Old Man McCain: Updated, Revised and Worrisome

Over the last several months, I've written a series of essays about how U.S. Sen. John McCain was turning out to be one of the worst candidates we've ever seen run for President (for the latest see here and here). His montrous flip flops, the serial mistatements about enormous issues like the difference between Sunni and Shiite, the number of troops in Iraq, his position on Social Security, his vote on the 1986 Immigration Act, his position on Immigration Reform today, his admission that he doesn't know how to use a computer. The list seems endless now.

Add that he loaded up his campaign with active lobbyists, certain to draw negative attention, his bumbling of the rehiring of Mike Murphy, and the new extraordinary set of things this week - well chronicled here by Max Bergman on the Huffington Post - and it all adds up to a man simply not up to the job of running for -- or actually being -- President of the United States. In a recent appearance, I even surmised that the GOP would become so concerned with his performance that there would start to be a quiet movement to replace him at the Convention with another candidate. This moment may be upon us as the media, and the public now has no choice but to confront that there is a man running for President who seems so out of touch with basic facts, reality, his own voting record that one might even conjucture that it would be a grave risk for the United States to put him in charge of the country.

After a Republican era where governing always played 2nd fiddle to politics and power - resulting in one of the worst governments in our history - we all hoped McCain would represent a break from the truly disapointing politics of the Bush era. But his performance these last few months shows that his lack of seriousness and knowledge about policy - even running an ad saying that his energy and drilling proposals would immediately address high gas prices when everyone knows this to be, let us say, not true - shows that the McCain candidacy has itself become an extension of this awful Republican era that did so much to harm the national interests of the United States, leaving us less prosperous, less powerful in the world and certainly less free here at home.

In putting Steve Schmidt, a Bush/Rove protege, in charge of his campaign, McCain has told us all exactly what kind of man he has become, and what kind of Presidency we can expect.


=== PROBLEM DESCRIPTION ===
Report only the number of lines below in which the string "vertex" appears.

*-*-*

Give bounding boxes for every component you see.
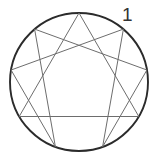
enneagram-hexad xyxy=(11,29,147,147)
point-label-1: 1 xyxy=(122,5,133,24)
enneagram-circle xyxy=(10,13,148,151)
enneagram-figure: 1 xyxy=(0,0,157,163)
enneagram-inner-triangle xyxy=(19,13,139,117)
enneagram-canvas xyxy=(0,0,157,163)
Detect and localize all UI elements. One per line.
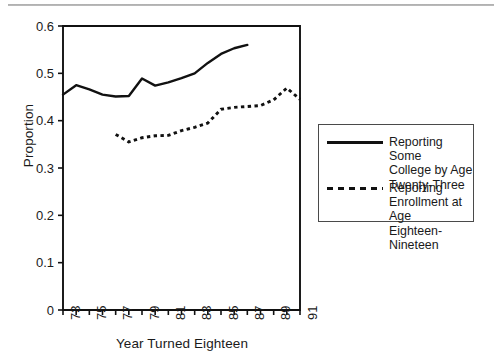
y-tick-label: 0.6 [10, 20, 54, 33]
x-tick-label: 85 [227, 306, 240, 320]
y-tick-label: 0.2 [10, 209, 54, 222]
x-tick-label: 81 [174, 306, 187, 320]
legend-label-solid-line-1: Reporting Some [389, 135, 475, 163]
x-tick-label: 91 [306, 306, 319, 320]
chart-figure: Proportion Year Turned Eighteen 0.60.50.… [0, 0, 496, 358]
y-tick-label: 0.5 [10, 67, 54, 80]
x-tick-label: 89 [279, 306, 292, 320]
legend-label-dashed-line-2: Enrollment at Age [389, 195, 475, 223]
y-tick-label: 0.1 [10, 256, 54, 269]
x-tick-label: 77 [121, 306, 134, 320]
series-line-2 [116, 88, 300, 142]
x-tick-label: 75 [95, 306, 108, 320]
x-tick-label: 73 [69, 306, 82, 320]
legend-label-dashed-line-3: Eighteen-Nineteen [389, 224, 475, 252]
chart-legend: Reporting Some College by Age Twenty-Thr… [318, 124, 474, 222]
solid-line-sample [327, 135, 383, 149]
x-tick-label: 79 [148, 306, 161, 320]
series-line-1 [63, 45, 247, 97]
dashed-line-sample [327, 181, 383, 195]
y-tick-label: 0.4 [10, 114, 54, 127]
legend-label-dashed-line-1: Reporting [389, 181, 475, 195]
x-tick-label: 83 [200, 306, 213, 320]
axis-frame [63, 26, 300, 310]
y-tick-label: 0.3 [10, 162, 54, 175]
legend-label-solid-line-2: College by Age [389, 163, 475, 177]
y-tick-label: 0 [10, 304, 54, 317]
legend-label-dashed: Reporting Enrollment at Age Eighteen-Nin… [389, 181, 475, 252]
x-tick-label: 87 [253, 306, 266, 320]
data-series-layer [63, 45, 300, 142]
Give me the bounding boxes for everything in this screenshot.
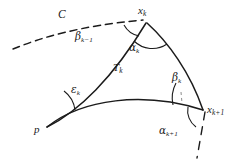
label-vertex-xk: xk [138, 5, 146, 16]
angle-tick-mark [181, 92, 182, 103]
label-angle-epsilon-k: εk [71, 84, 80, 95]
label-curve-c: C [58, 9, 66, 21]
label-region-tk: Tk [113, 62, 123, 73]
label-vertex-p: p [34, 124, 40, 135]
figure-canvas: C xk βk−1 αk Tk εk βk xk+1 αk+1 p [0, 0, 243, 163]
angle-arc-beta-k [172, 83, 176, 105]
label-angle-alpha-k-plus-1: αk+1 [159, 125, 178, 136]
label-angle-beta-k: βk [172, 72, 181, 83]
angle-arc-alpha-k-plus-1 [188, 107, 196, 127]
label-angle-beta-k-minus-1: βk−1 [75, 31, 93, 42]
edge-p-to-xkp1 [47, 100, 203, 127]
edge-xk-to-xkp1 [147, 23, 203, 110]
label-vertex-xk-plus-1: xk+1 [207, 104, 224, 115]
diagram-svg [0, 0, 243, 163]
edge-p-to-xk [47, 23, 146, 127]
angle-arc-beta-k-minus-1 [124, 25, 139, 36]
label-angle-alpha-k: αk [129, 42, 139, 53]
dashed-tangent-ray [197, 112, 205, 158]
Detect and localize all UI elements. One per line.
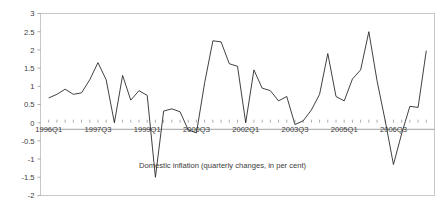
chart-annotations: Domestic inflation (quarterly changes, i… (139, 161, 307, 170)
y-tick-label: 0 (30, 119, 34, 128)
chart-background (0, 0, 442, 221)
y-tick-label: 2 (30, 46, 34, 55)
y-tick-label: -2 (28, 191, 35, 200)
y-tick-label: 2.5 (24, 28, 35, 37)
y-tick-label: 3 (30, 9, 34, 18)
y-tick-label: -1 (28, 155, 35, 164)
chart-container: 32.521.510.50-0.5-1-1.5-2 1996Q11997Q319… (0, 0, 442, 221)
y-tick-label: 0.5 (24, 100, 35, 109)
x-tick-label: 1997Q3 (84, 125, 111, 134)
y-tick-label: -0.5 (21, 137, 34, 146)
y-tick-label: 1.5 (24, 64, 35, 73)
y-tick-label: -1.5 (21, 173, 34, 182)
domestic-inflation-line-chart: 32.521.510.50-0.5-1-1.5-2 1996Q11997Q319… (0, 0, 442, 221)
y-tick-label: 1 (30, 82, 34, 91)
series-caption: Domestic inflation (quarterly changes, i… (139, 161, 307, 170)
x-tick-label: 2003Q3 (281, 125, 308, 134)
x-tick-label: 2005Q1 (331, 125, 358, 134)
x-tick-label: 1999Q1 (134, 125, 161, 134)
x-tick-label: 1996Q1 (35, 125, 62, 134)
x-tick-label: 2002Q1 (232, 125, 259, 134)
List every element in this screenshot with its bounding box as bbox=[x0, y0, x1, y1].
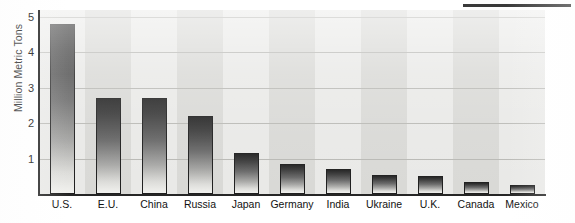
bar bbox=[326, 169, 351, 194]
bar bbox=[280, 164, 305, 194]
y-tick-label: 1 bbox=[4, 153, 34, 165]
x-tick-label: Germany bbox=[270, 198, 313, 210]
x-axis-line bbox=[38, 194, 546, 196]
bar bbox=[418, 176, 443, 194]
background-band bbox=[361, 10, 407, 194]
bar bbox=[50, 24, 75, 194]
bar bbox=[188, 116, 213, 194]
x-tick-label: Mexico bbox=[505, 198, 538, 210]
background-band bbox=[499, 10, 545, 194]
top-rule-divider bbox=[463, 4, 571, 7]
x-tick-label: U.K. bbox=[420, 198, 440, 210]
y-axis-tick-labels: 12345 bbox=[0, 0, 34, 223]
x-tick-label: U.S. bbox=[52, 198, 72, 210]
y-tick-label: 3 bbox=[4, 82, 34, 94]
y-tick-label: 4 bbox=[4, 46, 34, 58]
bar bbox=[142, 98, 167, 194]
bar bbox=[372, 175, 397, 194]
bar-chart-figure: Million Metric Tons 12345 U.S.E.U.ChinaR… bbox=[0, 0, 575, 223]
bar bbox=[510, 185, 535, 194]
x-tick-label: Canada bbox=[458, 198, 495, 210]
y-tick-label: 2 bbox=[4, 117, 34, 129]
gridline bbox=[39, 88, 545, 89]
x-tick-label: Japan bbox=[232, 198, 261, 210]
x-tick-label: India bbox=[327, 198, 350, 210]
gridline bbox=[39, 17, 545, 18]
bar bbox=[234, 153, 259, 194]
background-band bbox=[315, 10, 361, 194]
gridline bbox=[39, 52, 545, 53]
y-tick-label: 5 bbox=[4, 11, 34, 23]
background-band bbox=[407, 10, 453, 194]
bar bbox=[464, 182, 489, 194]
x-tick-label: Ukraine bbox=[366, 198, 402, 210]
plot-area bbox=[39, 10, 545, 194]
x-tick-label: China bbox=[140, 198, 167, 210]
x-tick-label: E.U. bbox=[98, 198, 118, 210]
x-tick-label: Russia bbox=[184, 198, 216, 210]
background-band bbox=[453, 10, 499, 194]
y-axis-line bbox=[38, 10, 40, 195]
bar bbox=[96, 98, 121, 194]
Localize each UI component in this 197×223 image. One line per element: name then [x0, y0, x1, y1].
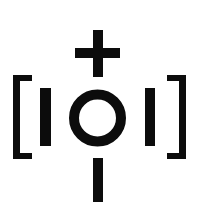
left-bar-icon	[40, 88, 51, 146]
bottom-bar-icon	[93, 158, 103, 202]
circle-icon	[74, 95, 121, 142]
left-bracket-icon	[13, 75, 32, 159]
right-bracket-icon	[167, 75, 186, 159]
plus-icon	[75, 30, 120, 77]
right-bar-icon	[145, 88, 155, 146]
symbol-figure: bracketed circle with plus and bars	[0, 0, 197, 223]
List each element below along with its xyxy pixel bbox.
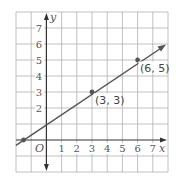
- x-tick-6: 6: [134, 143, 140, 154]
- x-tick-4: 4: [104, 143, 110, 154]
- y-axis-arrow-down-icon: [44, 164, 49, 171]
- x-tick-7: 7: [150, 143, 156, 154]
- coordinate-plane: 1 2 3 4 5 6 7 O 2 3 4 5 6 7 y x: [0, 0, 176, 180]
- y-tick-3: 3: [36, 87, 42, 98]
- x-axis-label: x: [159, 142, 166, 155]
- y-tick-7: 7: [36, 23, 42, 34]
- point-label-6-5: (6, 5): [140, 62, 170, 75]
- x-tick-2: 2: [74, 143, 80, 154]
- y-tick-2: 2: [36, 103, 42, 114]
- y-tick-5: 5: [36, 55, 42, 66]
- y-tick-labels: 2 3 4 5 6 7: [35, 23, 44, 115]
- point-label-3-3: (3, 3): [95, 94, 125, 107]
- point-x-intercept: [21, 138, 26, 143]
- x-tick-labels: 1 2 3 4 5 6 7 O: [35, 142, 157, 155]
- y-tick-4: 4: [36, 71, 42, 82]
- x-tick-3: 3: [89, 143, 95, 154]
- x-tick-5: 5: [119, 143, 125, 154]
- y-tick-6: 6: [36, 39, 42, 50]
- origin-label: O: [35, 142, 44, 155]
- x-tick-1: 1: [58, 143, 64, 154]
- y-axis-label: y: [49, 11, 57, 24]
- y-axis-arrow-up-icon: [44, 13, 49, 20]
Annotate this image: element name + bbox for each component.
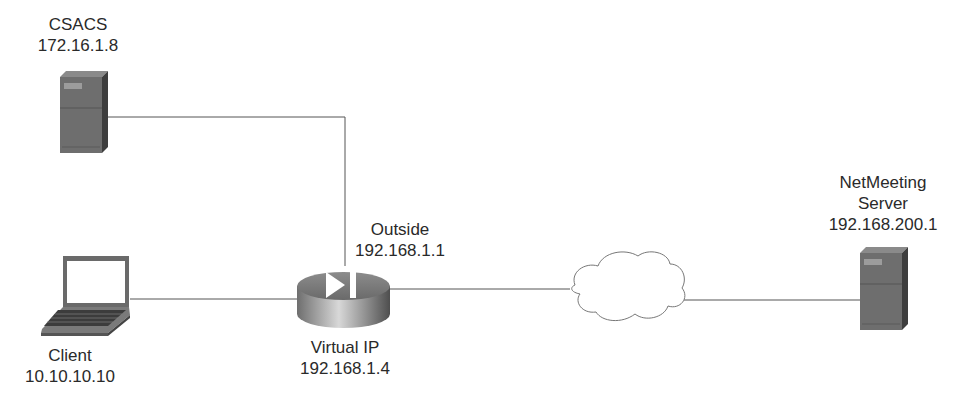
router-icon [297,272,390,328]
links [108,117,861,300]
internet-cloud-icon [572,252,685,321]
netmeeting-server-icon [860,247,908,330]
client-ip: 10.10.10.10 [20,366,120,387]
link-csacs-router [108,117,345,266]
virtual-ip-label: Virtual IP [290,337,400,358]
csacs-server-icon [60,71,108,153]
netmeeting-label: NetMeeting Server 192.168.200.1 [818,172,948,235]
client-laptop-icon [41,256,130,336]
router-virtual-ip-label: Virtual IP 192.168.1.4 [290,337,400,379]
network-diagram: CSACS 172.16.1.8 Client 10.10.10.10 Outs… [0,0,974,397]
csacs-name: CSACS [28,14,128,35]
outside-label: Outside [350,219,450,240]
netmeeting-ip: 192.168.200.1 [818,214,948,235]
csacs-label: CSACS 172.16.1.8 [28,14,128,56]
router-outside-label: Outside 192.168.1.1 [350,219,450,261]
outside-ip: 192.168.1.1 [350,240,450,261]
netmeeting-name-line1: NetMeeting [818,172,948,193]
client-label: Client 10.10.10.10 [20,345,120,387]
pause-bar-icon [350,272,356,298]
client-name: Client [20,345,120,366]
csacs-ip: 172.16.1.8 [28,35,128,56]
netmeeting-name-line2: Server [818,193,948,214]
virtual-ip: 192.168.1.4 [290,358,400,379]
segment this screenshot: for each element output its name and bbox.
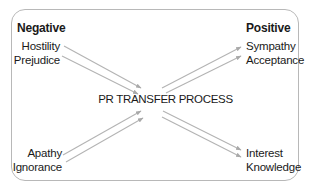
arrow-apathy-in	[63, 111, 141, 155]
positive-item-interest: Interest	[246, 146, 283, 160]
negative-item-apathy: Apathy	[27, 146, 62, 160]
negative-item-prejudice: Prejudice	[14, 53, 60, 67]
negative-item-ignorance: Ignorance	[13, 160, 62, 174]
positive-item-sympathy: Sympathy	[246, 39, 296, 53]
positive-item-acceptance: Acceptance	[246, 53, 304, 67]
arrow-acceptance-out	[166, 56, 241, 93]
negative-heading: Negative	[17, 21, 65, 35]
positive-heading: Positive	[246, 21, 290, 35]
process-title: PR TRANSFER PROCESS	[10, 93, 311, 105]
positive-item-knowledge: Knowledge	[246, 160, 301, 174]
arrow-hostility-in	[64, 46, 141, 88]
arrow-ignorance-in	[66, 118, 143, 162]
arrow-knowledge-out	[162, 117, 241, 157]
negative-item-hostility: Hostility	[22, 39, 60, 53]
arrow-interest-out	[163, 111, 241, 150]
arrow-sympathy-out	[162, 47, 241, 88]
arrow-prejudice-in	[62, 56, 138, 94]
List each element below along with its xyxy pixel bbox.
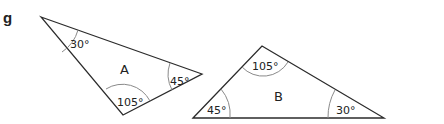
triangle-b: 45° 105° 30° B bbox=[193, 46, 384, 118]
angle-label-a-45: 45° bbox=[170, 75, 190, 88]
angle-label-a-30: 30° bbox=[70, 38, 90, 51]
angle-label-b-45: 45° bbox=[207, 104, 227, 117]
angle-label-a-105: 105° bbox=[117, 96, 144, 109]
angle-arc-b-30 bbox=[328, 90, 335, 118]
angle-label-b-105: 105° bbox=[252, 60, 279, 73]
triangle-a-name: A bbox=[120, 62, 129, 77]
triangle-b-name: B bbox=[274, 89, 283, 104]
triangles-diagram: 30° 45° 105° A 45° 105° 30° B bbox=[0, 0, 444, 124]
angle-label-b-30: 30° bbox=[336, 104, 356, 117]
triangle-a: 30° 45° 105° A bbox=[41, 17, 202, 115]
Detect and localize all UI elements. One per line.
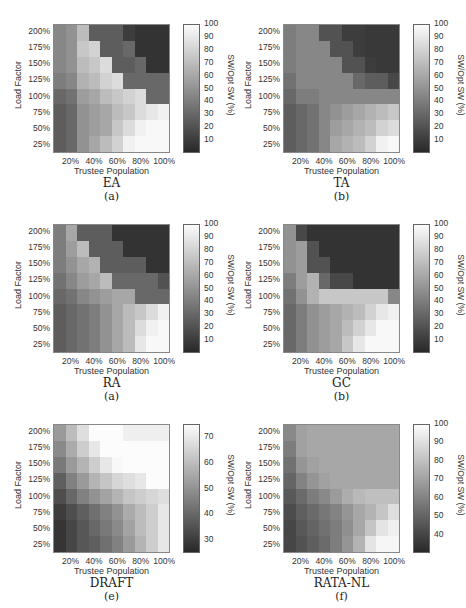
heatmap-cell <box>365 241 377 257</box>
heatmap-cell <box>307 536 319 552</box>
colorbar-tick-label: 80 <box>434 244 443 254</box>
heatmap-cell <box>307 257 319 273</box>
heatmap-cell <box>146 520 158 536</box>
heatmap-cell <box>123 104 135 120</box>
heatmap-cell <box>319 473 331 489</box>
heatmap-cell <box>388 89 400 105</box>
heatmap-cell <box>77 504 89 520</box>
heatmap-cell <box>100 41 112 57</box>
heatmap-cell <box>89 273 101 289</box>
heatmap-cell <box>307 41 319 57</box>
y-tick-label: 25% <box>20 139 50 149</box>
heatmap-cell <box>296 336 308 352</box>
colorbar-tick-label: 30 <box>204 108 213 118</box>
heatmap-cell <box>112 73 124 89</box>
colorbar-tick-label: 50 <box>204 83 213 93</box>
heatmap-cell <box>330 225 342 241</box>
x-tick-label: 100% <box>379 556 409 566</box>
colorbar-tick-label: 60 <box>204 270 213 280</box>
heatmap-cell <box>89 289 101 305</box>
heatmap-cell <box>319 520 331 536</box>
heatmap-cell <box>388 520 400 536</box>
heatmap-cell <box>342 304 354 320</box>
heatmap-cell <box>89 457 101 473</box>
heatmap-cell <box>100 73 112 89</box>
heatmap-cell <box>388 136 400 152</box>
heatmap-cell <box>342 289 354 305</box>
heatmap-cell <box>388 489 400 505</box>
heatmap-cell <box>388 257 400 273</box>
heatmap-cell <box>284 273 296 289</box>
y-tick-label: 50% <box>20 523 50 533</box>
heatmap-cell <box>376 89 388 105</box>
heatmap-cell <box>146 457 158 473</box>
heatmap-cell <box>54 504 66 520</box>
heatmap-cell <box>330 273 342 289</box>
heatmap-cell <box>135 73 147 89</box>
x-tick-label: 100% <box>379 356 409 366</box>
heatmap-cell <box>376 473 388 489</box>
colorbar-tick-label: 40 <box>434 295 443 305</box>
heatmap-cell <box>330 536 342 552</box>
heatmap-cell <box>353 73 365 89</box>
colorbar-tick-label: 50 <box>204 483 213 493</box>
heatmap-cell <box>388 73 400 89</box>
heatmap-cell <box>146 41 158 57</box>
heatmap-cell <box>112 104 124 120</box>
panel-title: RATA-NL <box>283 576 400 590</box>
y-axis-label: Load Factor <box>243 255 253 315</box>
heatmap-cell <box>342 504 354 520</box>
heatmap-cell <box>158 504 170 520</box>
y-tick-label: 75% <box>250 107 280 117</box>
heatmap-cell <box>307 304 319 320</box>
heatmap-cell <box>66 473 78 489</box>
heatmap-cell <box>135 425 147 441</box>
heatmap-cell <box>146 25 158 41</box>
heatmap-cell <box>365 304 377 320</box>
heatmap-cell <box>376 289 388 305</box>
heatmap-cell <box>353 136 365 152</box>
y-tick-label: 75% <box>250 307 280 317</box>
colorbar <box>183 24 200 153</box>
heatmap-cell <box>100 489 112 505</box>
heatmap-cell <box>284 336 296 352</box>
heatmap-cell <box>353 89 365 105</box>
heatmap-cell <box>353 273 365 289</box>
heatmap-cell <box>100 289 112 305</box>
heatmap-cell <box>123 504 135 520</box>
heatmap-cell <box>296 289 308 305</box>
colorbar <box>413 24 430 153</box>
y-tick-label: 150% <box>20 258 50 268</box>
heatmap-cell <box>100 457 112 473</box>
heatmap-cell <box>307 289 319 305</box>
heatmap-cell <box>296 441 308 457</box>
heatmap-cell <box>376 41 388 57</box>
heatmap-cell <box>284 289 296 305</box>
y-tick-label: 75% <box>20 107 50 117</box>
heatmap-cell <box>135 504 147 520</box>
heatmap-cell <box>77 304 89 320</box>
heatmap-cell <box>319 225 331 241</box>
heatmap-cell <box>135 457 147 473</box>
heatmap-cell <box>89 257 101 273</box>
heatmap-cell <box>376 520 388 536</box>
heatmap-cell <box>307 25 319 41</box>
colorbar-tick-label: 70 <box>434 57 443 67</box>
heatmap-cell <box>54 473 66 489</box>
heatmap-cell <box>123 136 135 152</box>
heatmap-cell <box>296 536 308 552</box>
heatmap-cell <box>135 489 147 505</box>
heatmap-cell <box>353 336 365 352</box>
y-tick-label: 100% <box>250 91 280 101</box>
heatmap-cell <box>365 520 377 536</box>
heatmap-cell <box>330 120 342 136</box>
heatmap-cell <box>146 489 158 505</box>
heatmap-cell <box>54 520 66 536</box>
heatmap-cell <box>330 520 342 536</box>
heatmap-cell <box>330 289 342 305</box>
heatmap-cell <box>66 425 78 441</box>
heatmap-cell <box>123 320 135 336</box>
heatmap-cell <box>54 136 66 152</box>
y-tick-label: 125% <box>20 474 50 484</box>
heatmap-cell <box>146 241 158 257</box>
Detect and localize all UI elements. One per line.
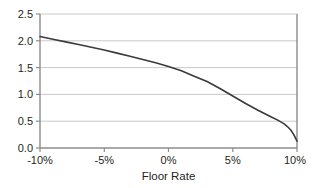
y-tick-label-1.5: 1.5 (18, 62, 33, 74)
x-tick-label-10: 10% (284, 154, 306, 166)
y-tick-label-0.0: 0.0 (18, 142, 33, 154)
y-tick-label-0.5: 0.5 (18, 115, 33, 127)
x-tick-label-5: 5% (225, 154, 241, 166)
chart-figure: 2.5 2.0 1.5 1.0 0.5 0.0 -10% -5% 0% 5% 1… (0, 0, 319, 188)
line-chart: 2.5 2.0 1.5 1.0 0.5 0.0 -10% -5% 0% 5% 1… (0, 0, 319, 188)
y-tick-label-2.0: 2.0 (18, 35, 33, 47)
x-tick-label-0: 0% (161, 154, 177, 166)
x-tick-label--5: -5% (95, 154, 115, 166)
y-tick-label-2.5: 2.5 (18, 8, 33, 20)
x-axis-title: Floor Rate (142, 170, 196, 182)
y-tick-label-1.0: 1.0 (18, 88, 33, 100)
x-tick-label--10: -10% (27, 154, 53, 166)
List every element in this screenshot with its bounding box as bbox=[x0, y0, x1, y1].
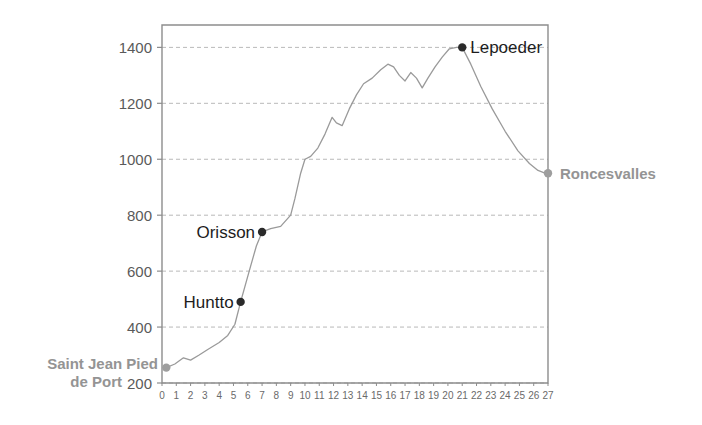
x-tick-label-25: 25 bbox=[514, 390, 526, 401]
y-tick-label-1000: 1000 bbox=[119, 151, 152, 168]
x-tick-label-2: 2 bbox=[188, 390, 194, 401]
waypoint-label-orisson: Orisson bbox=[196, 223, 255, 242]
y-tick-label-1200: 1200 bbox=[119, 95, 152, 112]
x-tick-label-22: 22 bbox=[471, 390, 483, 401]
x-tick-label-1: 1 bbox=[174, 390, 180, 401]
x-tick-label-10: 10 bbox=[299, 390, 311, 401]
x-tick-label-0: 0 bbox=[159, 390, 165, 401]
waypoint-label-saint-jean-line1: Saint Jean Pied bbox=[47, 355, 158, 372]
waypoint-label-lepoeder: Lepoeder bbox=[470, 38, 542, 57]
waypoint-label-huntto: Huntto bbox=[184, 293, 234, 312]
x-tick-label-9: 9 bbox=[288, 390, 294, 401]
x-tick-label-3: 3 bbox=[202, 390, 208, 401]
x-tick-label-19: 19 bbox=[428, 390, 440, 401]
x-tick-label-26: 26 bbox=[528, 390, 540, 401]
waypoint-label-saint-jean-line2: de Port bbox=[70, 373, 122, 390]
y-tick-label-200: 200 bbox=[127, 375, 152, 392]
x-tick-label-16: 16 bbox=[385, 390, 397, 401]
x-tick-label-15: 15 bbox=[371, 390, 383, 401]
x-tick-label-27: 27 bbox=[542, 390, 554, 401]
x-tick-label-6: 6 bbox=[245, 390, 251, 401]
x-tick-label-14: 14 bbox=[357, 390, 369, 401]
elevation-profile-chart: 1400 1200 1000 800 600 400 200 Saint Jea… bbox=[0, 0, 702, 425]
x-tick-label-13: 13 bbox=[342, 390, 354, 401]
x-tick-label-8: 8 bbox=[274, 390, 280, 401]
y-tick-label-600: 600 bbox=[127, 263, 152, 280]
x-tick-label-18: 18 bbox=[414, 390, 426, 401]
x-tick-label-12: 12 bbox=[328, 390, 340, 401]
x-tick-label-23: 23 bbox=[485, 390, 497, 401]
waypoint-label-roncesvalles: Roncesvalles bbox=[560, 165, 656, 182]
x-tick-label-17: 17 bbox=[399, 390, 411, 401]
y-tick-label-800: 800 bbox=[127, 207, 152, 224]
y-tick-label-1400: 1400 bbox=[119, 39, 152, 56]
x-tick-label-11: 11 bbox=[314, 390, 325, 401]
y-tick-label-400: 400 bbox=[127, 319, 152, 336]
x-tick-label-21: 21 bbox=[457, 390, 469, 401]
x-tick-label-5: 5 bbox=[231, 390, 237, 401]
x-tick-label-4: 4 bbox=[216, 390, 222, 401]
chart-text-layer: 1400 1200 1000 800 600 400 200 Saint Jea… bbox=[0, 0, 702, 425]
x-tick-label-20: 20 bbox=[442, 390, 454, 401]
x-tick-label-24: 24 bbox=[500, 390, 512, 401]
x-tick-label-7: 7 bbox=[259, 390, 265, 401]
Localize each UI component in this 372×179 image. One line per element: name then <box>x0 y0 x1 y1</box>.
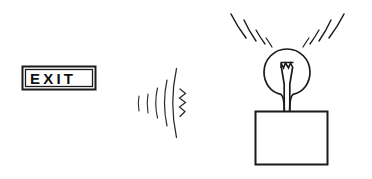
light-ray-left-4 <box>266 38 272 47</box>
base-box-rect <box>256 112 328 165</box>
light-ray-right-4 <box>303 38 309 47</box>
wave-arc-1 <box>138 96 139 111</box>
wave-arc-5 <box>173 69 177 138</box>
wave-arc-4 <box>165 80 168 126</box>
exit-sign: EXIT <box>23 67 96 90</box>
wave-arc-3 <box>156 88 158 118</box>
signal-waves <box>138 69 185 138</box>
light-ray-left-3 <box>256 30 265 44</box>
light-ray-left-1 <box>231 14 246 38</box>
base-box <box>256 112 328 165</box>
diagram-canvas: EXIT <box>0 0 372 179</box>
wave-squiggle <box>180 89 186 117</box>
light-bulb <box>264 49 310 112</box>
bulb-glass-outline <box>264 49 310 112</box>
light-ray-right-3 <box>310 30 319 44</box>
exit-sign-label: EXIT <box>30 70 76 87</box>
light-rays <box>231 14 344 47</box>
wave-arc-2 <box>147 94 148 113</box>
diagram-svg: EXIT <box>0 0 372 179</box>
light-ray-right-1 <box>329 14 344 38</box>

*-*-*

=== EXPECTED OUTPUT ===
3